Creating an installer for a Single File Generator - Part 2

Monday, Jun 8, 2009 3 minute read Tags: Visual Studio LINQ to Umbraco
Hey, thanks for the interest in this post, but just letting you know that it is over 3 years old, so the content in here may not be accurate.

This post will be looking at another problem I had to overcome with creating the SFG for LINQ to Umbraco, this time I'll look at how to do an installer while using wild-card version numbering.

I'm a big fan of wild-card versioning of assembliies, and if you're not familiar with what I'm taking about I'm referring to when you make the assembly version number end in a * within the AssemblyInfo.cs file, eg:

[assembly: AssemblyVersion("0.0.1.*")]

So what's the point of this? Well I find it useful when you're doing development and releases to know exactly where you're at. There's nothing worse than going to update an environment, but then you find out that the same version is already there. Was it because the developer hadn't incremented the version number, or did I miss the deployment?

By using wild-card versioning the numbers for the * are generated by the compiler on the fly. I'm not 100% sure how it can it is generated, I got a little bit of information from a developer on the VS core team stating:

When versioning as #.#.x.y x is generated as the number of days since some time in 2000 (which you can work out fairly easily) and y is the number of seconds since midnight on the date divided by 2.

Pretty sweet but it means that knowing the version number before compile time is next to impossible. This makes a real problem when doing the CLSID registry key which I talked about in Part 1 of this series.

So how do we get around this? Well the obvious way is to make a fixed version number, but as I stated I don't like doing that, particularly when I'm doing the development, I'm really wanting to know what version of the generator is running vs what version I last compiled.
Well, how do we get around it?

Introducing System.Configuration.Install.Installer (System.Configuration.Install)

We need to make a class which inherits from the Installer class. This will allow us to run custom .NET code during the installer which we can do what we want, like say, edit the registry.

There are two methods which should be overriden, Install and Uninstall. If we're modifying the registry we need to write our own custom code to undo those changes. No one likes it when software doesn't clean up after itself.

Because we're going to need to know the version of the assembly the best place to add this is within the same assembly as the SFG itself.

Registry editing 101

There's lots of good tutorials on editing the registry with .NET so I'll just cover the basics. First off you need to create the generator key within the CLSID key:

RegistryKey genKey = Registry.LocalMachine.CreateSubKey(@"Software\Microsoft\VisualStudio\9.0\CLSID\{52B316AA-1997-4c81-9969-95404C09EEB4}");

 Next we need to create the values for the registry key via genKey.SetValue(name, data). So it will look like this:

genKey.SetValue("Assembly", Assembly.GetExecutingAssembly().FullName);
genKey.SetValue("Class", "Umbraco.Linq.DTMetal.CodeBuilder.LINQtoUmbracoGenerator");
genKey.SetValue("InprocServer32", Path.Combine(Environment.GetEnvironmentVariable("SystemRoot"), @"system32\mscoree.dll"));
genKey.SetValue("ThreadingModel", "Both");
genKey.Close();

Since we need to get the full name of the assembly, including version number (which we don't know!) we can just use reflection against the current assembly. And also we don't have the Installer environment variables so we need to map the path ourselves. And once done close off the registry.

Wrapping It Up

To finish it up we need to add an attribute to our custom installer class:

[RunInstaller(true)]

And then edit the Custom Actions section of the Windows Installer project and specify that the output of the SFG assembly will be used in both the Install and Uninstall steps.

Conclusion

So this is how you go about doing a SFG with wild-card assembly versioning and setting the registry up correctly.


Starting with the line that contains "Select 'land vehicle' with a bounding box.", write out each line through the end of the listing, unchanged. Output nothing else.
Input data START
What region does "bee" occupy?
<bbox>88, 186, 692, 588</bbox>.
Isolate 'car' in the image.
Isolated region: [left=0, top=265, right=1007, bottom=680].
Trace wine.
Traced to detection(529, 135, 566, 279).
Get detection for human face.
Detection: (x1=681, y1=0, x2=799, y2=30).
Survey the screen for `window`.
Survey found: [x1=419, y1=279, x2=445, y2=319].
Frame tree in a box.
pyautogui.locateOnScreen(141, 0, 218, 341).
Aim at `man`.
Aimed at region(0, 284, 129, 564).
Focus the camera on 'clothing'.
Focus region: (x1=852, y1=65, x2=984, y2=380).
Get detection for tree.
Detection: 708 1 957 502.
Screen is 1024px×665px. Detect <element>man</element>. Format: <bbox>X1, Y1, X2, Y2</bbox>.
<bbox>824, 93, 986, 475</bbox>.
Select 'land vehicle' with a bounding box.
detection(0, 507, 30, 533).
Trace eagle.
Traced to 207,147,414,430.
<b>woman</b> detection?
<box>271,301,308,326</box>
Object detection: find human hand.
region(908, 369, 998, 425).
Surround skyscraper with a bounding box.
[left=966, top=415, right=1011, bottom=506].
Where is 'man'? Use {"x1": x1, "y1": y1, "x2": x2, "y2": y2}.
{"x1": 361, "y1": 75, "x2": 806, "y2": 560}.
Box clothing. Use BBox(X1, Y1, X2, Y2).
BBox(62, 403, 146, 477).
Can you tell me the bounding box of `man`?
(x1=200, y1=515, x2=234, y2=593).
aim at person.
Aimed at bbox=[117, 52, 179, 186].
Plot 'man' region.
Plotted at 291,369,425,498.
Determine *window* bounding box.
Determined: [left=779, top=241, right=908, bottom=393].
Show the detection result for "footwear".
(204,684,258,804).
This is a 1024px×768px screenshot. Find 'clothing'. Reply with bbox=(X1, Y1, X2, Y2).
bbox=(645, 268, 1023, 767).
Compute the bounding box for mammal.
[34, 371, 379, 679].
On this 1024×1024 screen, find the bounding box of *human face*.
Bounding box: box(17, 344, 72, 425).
Input data END
▸ **Answer box**:
Select 'land vehicle' with a bounding box.
detection(0, 507, 30, 533).
Trace eagle.
Traced to 207,147,414,430.
<b>woman</b> detection?
<box>271,301,308,326</box>
Object detection: find human hand.
region(908, 369, 998, 425).
Surround skyscraper with a bounding box.
[left=966, top=415, right=1011, bottom=506].
Where is 'man'? Use {"x1": x1, "y1": y1, "x2": x2, "y2": y2}.
{"x1": 361, "y1": 75, "x2": 806, "y2": 560}.
Box clothing. Use BBox(X1, Y1, X2, Y2).
BBox(62, 403, 146, 477).
Can you tell me the bounding box of `man`?
(x1=200, y1=515, x2=234, y2=593).
aim at person.
Aimed at bbox=[117, 52, 179, 186].
Plot 'man' region.
Plotted at 291,369,425,498.
Determine *window* bounding box.
Determined: [left=779, top=241, right=908, bottom=393].
Show the detection result for "footwear".
(204,684,258,804).
This is a 1024px×768px screenshot. Find 'clothing'. Reply with bbox=(X1, Y1, X2, Y2).
bbox=(645, 268, 1023, 767).
Compute the bounding box for mammal.
[34, 371, 379, 679].
On this 1024×1024 screen, find the bounding box of *human face*.
Bounding box: box(17, 344, 72, 425).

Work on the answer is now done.